Saved data entries:
※
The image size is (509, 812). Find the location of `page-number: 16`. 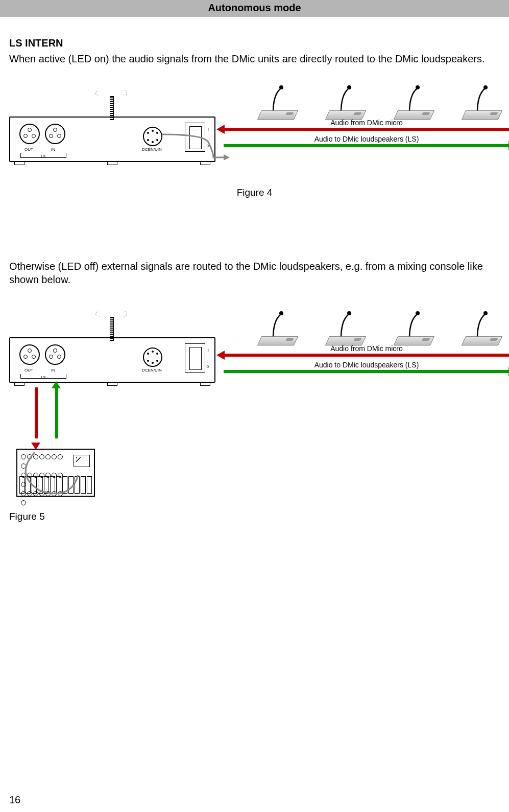

page-number: 16 is located at coordinates (15, 800).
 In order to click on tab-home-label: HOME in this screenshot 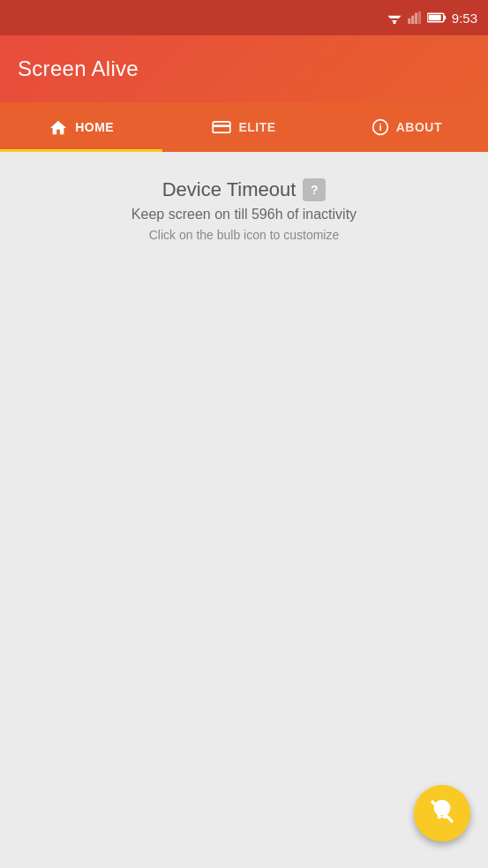, I will do `click(94, 127)`.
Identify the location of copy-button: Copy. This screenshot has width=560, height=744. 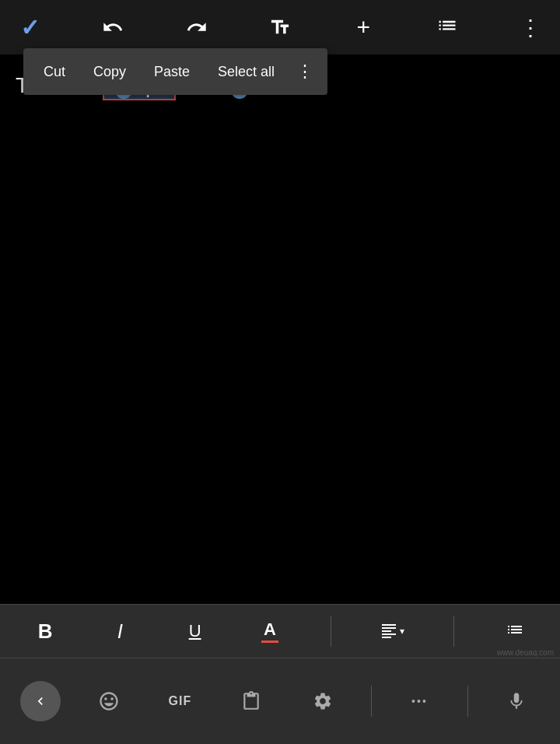
(110, 72).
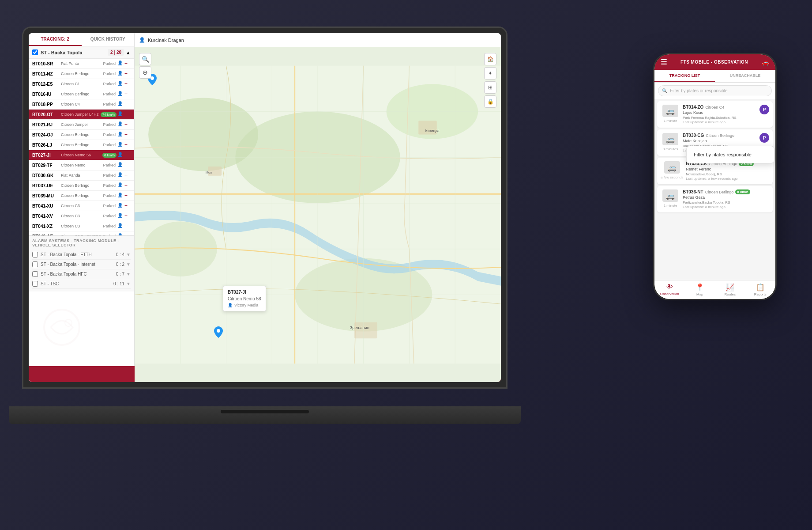 The width and height of the screenshot is (812, 530). Describe the element at coordinates (162, 40) in the screenshot. I see `map-user-info: 👤 Kurcinak Dragan` at that location.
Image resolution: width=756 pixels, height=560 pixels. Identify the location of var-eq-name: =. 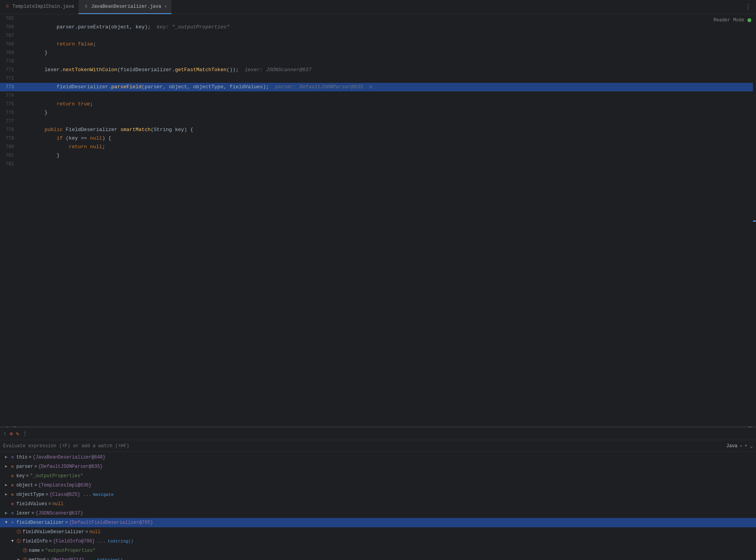
(43, 551).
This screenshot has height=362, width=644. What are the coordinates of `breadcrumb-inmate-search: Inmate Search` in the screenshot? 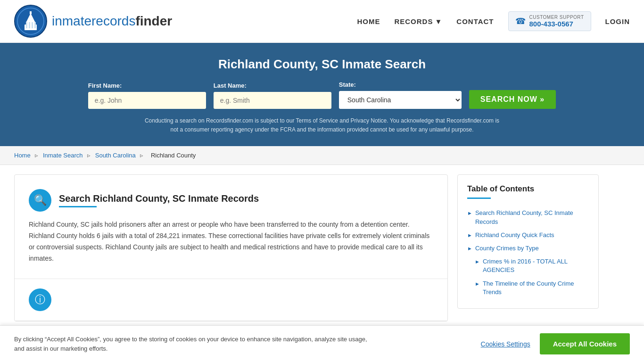 It's located at (63, 156).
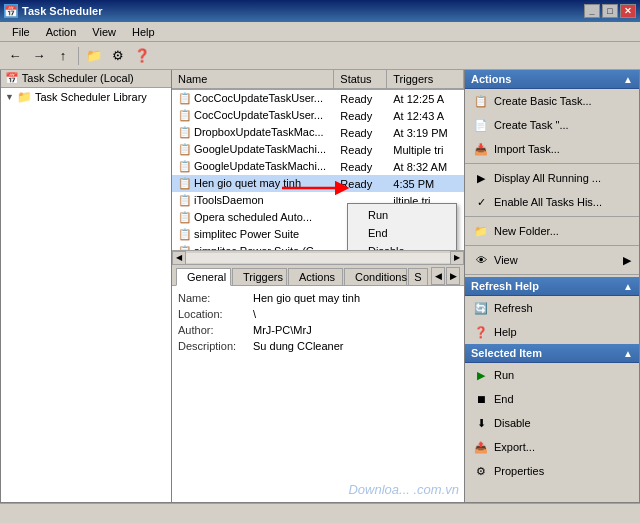  What do you see at coordinates (552, 471) in the screenshot?
I see `selected-action-properties: ⚙ Properties` at bounding box center [552, 471].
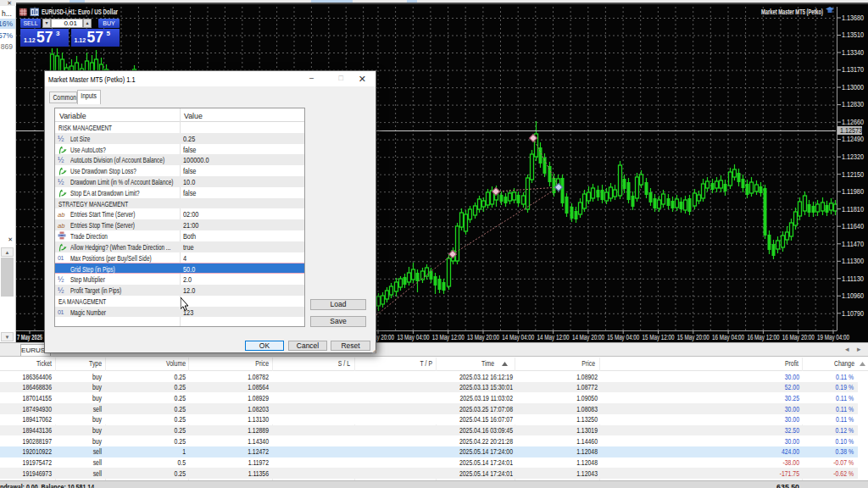 Image resolution: width=868 pixels, height=488 pixels. Describe the element at coordinates (853, 209) in the screenshot. I see `svg-text: 1.11810` at that location.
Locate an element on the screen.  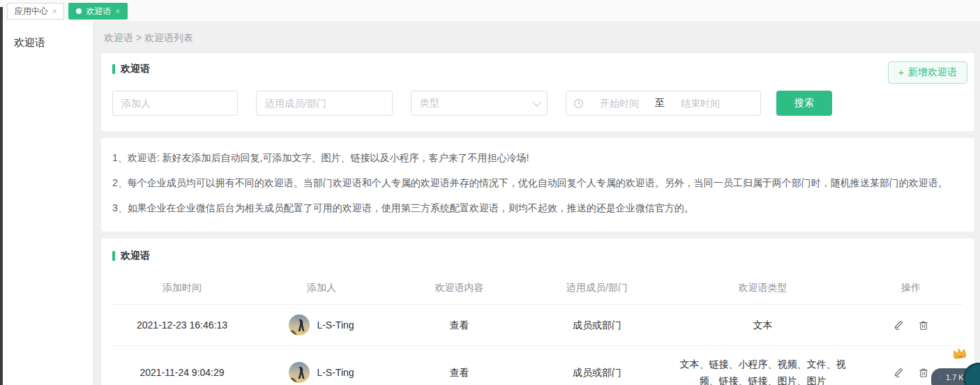
add-button-label: 新增欢迎语 is located at coordinates (933, 73).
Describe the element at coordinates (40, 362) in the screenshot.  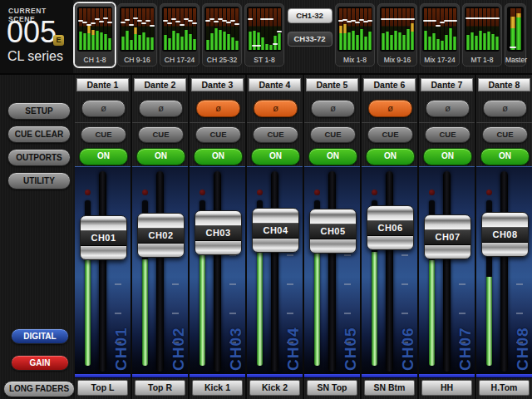
I see `mode-button-gain: GAIN` at that location.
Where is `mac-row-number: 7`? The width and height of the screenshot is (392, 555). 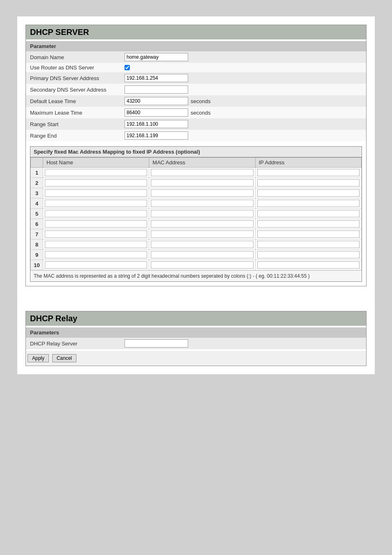 mac-row-number: 7 is located at coordinates (37, 234).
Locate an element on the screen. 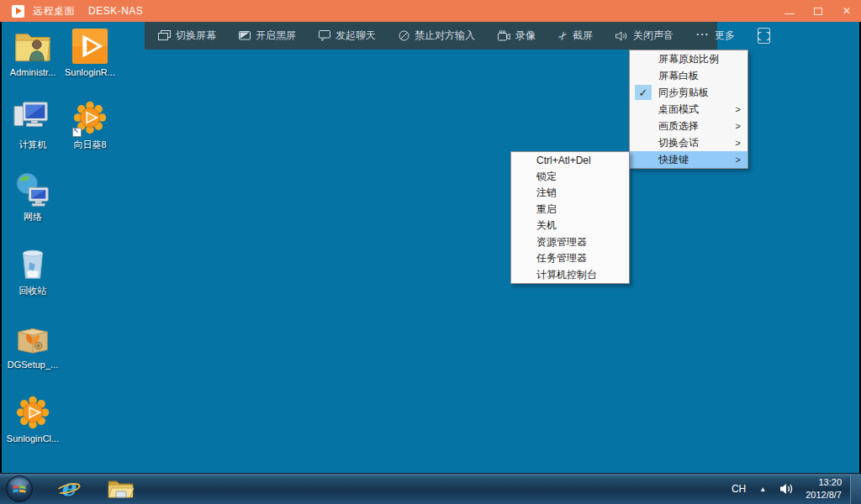 This screenshot has height=504, width=861. desktop-icon-computer: 计算机 is located at coordinates (33, 124).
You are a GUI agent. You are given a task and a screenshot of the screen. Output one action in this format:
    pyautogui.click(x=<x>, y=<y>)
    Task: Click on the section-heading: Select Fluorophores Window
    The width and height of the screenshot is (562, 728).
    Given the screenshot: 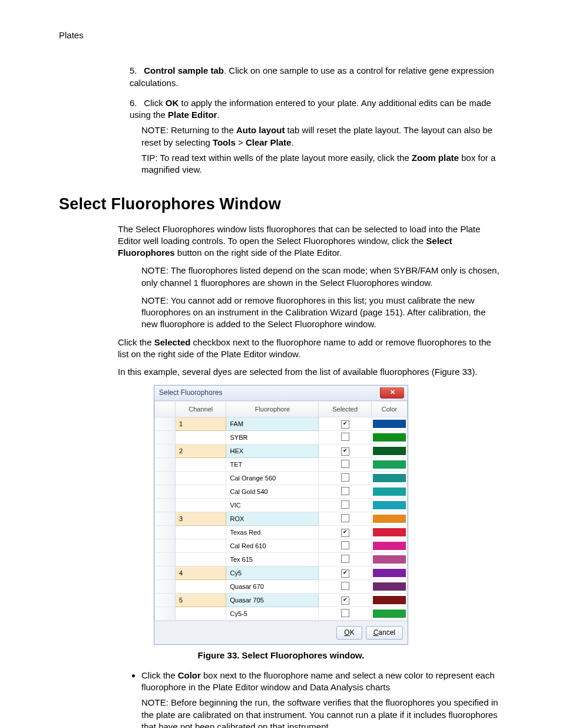 What is the action you would take?
    pyautogui.click(x=281, y=204)
    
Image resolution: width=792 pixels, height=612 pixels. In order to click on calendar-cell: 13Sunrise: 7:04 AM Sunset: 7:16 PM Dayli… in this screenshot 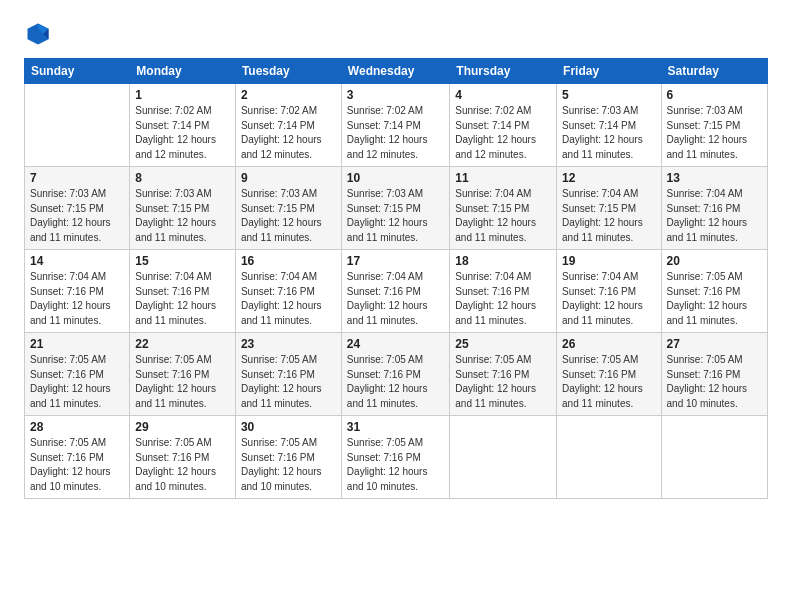, I will do `click(714, 208)`.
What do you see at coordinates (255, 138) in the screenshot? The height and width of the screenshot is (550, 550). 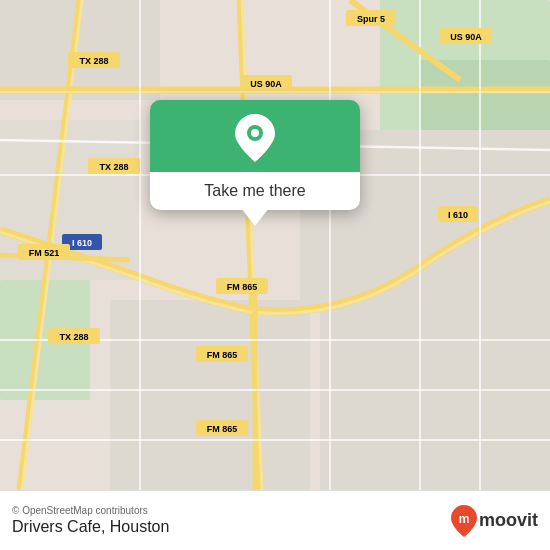 I see `location-pin-icon` at bounding box center [255, 138].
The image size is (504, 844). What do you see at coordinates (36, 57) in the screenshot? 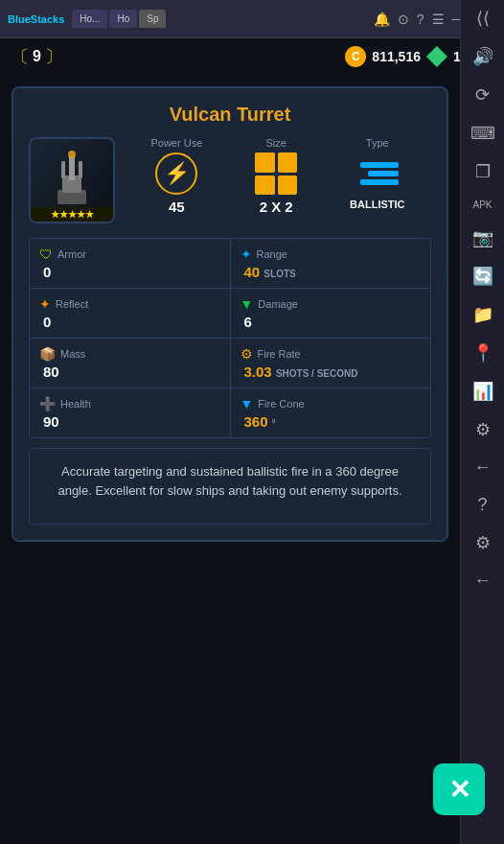
I see `level-badge: 〔 9 〕` at bounding box center [36, 57].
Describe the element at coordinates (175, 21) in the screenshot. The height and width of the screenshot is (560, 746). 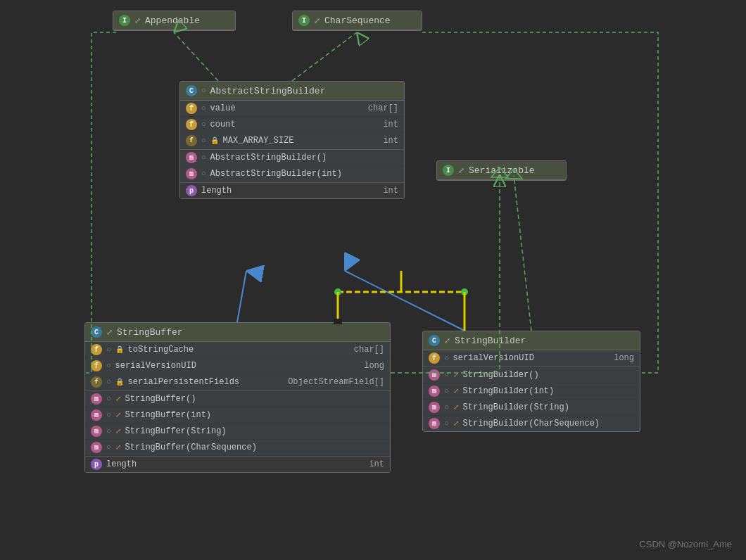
※
## PROBLEM STATEMENT:
Transcribe the lines that run from the line bearing "The image size is (504, 844)." through the last line of the data. Keep the wording exact and leave out every picture.

## RESULT:
The image size is (504, 844). What do you see at coordinates (36, 57) in the screenshot? 
I see `level-badge: 〔 9 〕` at bounding box center [36, 57].
Describe the element at coordinates (175, 21) in the screenshot. The height and width of the screenshot is (560, 746). 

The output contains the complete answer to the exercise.